Who’s Going on a Cruise After COVID? Lots of Women


On Notarnicola’s cruise, passengers were only allowed onboard with a negative COVID test and were tested again on the second-to-last day. The cruise was at less than half capacity, and buffets were reduced and helmed by servers. Guests went mostly maskless, though every worker wore a mask. When people gathered in large groups, Notarnicola remembers, they were politely asked to disburse.

No one minded. “I did not see one upset person on the cruise the entire time,” she says with a laugh. “Everyone was just beyond excited to get back on the ship—we just wanted to be together and have fun.” Notarnicola is a millennial, and she runs a cruise-themed YouTube channel with her boyfriend. Her identity as a cruiser, says Susie Flores, a longtime travel advisor, isn’t far outside the norm. “There’s a stereotype: ‘It’s only for old people.’ You think of retired people playing shuffleboard and bingo,” she says. “But I think cruising has evolved. This aspect of it being formal—it is not.”

Flores, who is 44 and a devoted cruise-goer herself, works with plenty of multigenerational families, parents with kids, and retirees. But there’s been a shift. “Recently we’re seeing an increase in millennial travel,” she says. Norwegian and Royal Caribbean cruise lines have implemented studio-style cabins, a departure from many years of suites and staterooms meant for families and couples.

Part of the draw of cruises, and the shift in clientele, is that, while they are definitely a luxury, they’re also much more within reach than, say, flying to a tropical destination and camping out at a hotel for a week. “Cruises in general end up being so much more cost-efficient,” Notarnicola says, explaining how one upfront cost covers accommodation, travel to multiple destinations, activities, and three meals a day. “It’s just everything you need in one place—there’s nothing like it.” Flores agrees. “It is an appetizer sampler of a vacation.”

In this sense, cruise culture is a little bit like Disney culture, or Broadway culture, or certain popular luxury brands. For a long time they were mostly available to the ultrawealthy, which made them seem glamorous and refined. Now these things are within reach of middle-class people. Every person I spoke with who lives in the world of artisanal goods and upscale minimalism talked about going on a cruise in the COVID age as sloppy and stupid. But those same people plan to travel on planes, eat in restaurants, and take public transportation. To me it seems like a class issue—judging people who enjoy a popular activity as not only having poor taste, but also worse judgment.

Flores isn’t concerned about vacation snobbery. She loves cruise culture—the kind people, the ease of travel, the connections with workers from around the world. “There’s also something very therapeutic about being out on the open sea,” she says. “You leave your worries on land, and it’s just you and the ocean. You open up your balcony door, smell the salty sea air, and there’s just nothing but blue all around.”

Slowly, cruise ships are lowering their gangways. Restaurants are filling; summer camps are teeming with children. The country is “not out of the woods yet,” CDC director Rochelle Walensky, M.D., cautioned this week, pointing to a rise in infections and hospitalizations among unvaccinated people.

Some people will go on cruise ships; others will turn up their noses. But we are all, one way or another, out to sea.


◆ **Assignment**: No picture should appear in the copy. Transcribe exactly, and only, the lines from the one with "has height=426, width=884." through the last line of the data below.

◆ **Dataset entries**:
________________

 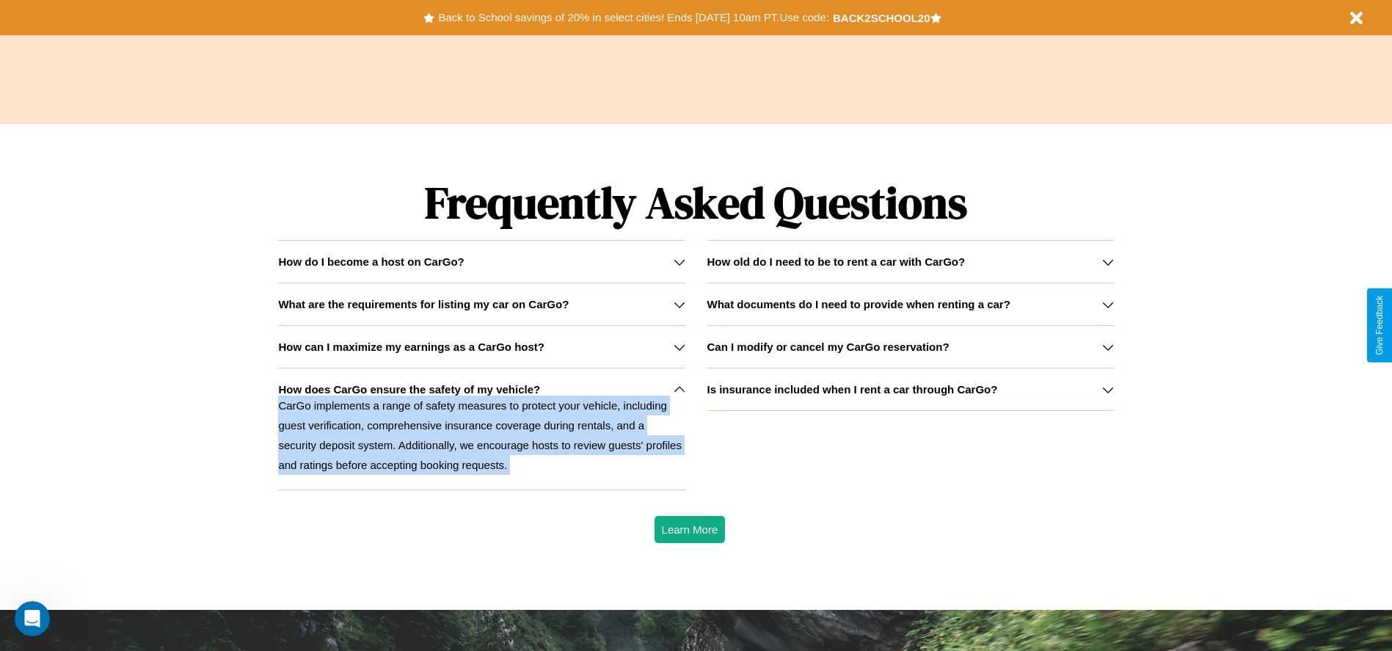 What do you see at coordinates (696, 203) in the screenshot?
I see `h1: Frequently Asked Questions` at bounding box center [696, 203].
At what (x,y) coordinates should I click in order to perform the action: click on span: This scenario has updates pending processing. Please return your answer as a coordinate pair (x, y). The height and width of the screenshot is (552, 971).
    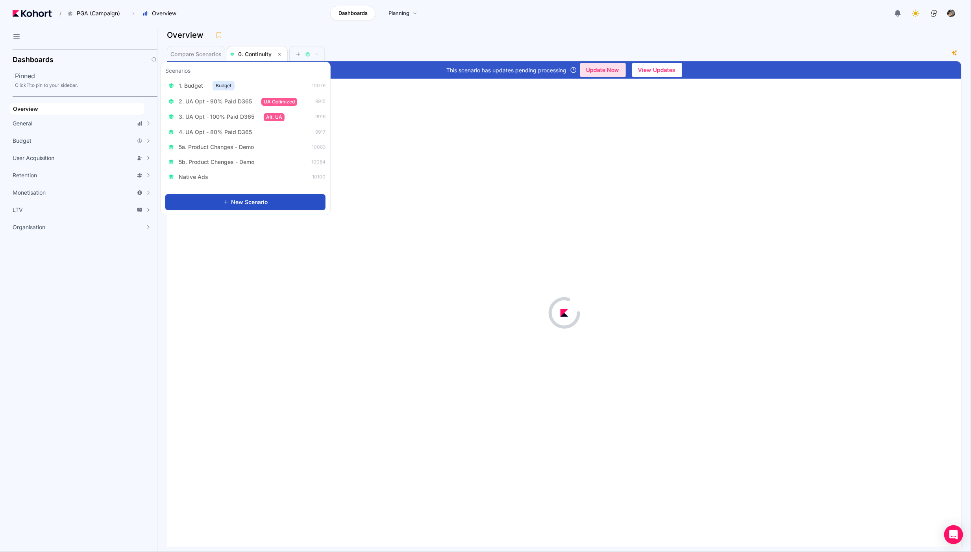
    Looking at the image, I should click on (506, 70).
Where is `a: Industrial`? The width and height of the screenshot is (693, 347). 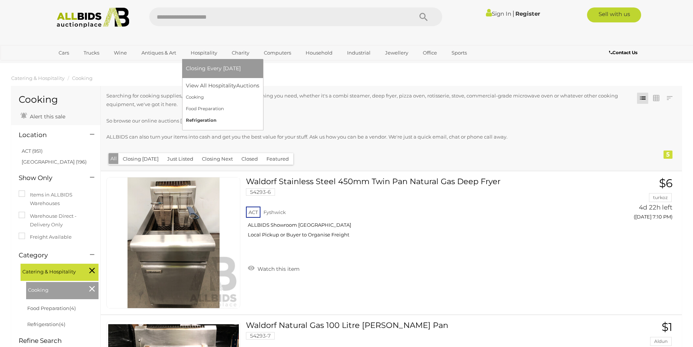 a: Industrial is located at coordinates (359, 53).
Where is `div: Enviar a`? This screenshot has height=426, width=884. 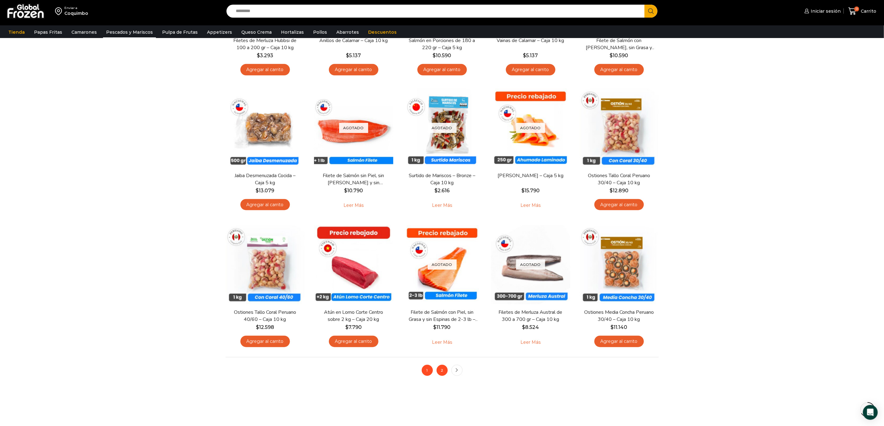
div: Enviar a is located at coordinates (76, 8).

________________

◆ **Result for this exercise**:
Where is `div: Enviar a`? This screenshot has height=426, width=884. 
div: Enviar a is located at coordinates (76, 8).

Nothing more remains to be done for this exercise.